Consider a typical use case of a
std::any
: You pass it around in your code, move it dozens of times, store it in a data structure and fetch it again later. In particular, you'll likely return it from functions a lot.As it is now, the pointer to the single "do everything" function is stored right next to the data in the
any
. Given that it's a fairly small type (16 bytes on GCC x86-64),any
fits into a pair of registers. Now, if you return anany
from a function, the pointer to the "do everything" function of theany
is already in a register or on the stack! You can just jump directly to it without having to fetch anything from memory. Most likely, you didn't even have to touch memory at all: You know what type is in theany
at the point you construct it, so the function pointer value is just a constant that's loaded into the appropriate register. Later, you use the value of that register as your jump target. This means there's no chance for misprediction of the jump because there is nothing to predict, the value is right there for the CPU to consume.In other words: The reason that you get the jump target for free with this implementation is that the CPU must have already touched the
any
in some way to obtain it in the first place, meaning that it already knows the jump target and can jump to it with no additional delay.That means there really is no indirection to speak of with the current implementation if the
any
is already "hot", which it will be most of the time, especially if it's used as a return value.On the other hand, if you use a table of function pointers somewhere in a read-only section (and let the
any
instance point to that instead), you'll have to go to memory (or cache) every single time you want to move or access it. The size of anany
is still 16 bytes in this case but fetching values from memory is much, much slower than accessing a value in a register, especially if it's not in a cache. In a lot of cases, moving anany
is as simple as copying its 16 bytes from one location to another, followed by zeroing out the original instance. This is pretty much free on any modern CPU. However, if you go the pointer table route, you'll have to fetch from memory every time, wait for the reads to complete, and then do the indirect call. Now consider that you'll often have to do a sequence of calls on theany
(i.e. move, then destruct) and this will quickly add up.
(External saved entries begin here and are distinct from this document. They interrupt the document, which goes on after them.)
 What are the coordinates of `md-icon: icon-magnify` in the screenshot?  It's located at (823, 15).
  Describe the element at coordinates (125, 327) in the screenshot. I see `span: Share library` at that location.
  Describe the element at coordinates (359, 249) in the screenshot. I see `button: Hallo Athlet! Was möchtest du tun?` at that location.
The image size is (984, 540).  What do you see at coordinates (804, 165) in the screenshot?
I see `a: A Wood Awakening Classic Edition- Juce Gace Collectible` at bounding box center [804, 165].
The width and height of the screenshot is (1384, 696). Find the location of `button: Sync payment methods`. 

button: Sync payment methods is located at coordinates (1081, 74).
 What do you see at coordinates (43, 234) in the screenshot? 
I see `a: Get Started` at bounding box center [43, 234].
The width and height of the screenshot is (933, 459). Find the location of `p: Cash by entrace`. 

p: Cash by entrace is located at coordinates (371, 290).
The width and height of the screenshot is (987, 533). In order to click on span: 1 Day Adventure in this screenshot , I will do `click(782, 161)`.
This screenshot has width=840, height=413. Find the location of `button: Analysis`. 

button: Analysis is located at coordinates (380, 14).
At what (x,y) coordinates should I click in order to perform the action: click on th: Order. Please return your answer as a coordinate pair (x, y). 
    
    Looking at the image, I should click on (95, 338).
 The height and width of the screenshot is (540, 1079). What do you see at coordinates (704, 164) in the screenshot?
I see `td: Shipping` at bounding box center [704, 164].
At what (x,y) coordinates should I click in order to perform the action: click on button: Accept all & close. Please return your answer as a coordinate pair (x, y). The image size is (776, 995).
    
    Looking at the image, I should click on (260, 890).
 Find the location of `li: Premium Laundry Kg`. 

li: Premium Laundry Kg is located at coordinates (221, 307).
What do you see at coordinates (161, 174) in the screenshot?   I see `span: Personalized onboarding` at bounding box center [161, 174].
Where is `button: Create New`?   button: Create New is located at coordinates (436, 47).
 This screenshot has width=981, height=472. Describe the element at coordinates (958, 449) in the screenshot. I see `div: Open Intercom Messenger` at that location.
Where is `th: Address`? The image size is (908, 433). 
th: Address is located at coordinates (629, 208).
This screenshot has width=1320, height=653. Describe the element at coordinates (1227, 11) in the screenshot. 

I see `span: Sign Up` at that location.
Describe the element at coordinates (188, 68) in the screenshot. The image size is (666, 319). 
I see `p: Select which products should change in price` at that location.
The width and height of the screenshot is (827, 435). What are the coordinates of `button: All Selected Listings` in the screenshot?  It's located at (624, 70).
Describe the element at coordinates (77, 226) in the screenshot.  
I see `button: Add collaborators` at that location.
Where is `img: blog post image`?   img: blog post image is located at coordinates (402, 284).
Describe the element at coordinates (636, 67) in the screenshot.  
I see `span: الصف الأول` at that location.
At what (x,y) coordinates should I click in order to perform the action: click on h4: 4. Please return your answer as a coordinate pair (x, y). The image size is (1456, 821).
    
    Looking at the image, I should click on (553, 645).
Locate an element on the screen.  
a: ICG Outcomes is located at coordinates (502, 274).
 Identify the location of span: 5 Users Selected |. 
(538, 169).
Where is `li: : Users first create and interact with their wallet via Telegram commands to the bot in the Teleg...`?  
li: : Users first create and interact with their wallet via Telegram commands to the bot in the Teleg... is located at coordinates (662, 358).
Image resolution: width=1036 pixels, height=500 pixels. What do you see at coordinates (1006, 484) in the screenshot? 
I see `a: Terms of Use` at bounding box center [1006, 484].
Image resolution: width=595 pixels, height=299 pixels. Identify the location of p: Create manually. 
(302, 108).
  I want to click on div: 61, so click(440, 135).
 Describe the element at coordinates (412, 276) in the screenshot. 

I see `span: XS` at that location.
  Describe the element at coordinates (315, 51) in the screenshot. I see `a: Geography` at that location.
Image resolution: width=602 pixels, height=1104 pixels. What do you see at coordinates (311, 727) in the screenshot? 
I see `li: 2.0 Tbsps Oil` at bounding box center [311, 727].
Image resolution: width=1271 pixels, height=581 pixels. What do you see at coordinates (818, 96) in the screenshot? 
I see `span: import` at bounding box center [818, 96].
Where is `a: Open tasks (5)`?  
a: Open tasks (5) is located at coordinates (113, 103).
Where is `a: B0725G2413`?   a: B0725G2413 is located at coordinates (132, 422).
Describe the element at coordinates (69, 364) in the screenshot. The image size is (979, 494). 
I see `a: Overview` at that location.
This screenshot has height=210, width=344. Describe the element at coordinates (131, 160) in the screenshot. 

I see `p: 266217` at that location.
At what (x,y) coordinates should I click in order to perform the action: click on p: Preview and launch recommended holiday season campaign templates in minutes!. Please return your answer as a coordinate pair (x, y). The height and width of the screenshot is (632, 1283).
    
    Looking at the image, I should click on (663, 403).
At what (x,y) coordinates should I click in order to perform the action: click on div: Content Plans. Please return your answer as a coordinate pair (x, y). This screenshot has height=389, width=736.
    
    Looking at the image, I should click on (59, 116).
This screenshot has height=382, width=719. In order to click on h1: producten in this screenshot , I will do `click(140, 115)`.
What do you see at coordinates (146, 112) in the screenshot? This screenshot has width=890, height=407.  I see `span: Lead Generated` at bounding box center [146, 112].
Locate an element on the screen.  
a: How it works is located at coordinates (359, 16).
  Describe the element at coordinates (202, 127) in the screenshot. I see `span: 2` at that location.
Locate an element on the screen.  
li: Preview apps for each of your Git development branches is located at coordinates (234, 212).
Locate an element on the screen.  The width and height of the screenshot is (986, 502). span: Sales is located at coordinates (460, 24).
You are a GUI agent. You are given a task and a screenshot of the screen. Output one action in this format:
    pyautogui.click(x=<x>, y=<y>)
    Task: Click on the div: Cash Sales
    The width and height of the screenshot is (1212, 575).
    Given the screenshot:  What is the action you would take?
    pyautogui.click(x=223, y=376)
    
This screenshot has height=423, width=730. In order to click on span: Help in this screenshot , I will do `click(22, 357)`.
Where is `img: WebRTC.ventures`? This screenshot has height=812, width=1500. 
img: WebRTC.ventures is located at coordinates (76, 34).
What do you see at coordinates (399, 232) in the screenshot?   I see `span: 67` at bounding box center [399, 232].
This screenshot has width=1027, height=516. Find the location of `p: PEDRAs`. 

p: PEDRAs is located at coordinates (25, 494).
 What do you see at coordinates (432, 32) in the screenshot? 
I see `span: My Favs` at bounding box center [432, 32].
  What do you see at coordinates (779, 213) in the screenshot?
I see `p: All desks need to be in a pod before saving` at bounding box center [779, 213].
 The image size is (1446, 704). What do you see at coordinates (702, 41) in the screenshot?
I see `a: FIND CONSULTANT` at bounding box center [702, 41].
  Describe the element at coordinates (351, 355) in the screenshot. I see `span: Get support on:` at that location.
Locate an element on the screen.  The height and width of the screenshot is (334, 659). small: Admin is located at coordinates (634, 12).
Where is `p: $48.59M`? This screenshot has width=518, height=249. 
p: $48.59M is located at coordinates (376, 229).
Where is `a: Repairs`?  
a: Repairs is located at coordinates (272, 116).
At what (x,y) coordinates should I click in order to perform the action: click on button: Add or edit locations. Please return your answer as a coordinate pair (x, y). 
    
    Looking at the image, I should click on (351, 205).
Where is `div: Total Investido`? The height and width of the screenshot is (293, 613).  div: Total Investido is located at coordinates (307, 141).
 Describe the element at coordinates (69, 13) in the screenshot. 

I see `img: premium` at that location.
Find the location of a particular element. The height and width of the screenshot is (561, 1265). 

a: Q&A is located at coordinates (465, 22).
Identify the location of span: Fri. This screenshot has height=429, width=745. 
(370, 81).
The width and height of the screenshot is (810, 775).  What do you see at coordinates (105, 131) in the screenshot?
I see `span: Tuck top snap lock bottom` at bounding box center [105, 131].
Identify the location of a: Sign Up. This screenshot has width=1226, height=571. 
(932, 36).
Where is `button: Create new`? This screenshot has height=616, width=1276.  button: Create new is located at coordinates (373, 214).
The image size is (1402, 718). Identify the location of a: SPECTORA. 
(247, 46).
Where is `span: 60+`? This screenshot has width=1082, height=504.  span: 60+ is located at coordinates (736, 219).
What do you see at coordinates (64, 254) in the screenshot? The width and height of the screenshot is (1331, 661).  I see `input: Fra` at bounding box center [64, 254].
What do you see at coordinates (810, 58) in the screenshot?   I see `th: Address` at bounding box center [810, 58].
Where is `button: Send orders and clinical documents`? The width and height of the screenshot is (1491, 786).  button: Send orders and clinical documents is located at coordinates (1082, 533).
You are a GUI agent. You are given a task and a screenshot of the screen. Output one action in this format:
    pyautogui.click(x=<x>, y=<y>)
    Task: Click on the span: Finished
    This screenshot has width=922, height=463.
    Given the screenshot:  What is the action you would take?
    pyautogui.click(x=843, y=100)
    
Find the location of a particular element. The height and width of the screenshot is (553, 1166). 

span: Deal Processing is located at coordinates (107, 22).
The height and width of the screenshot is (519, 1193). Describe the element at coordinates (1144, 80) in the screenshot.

The problem is that you don't just get the address of the function you want to jump to for free every time you touch theany
, the CPU has to fetch it explicitly. Indirect jumps to a value read from memory are quite expensive since the CPU can only retire the jump operation once the entire memory operation has finished. That doesn't just include fetching a value (which is potentially quite fast because of caches) but also address generation, store forwarding buffer lookup, TLB lookup, access validation, and potentially even page table walks. So even if the jump address is computed quickly, the jump won't retire for quite a long while. In general, "indirect-jump-to-address-from-memory" operations are among the worst things that can happen to a CPU's pipeline.TL;DR: As it is now, returning an
any
doesn't stall the CPU's pipeline (the jump target is already available in a register so the jump can retire pretty much immediately). With a table-based solution, returning anany
will stall the pipeline twice: Once to fetch the address of the move function, then another time to fetch the destructor. This delays retirement of the jump quite a bit since it'll have to wait not only for the memory value but also for the TLB and access permission checks.Code memory accesses, on the other hand, aren't affected by this since the code is kept in microcode form anyway (in the µOp cache). Fetching and executing a few conditional branches in that switch statement is therefore quite fast (and even more so when the branch predictor gets things right, which it almost always does).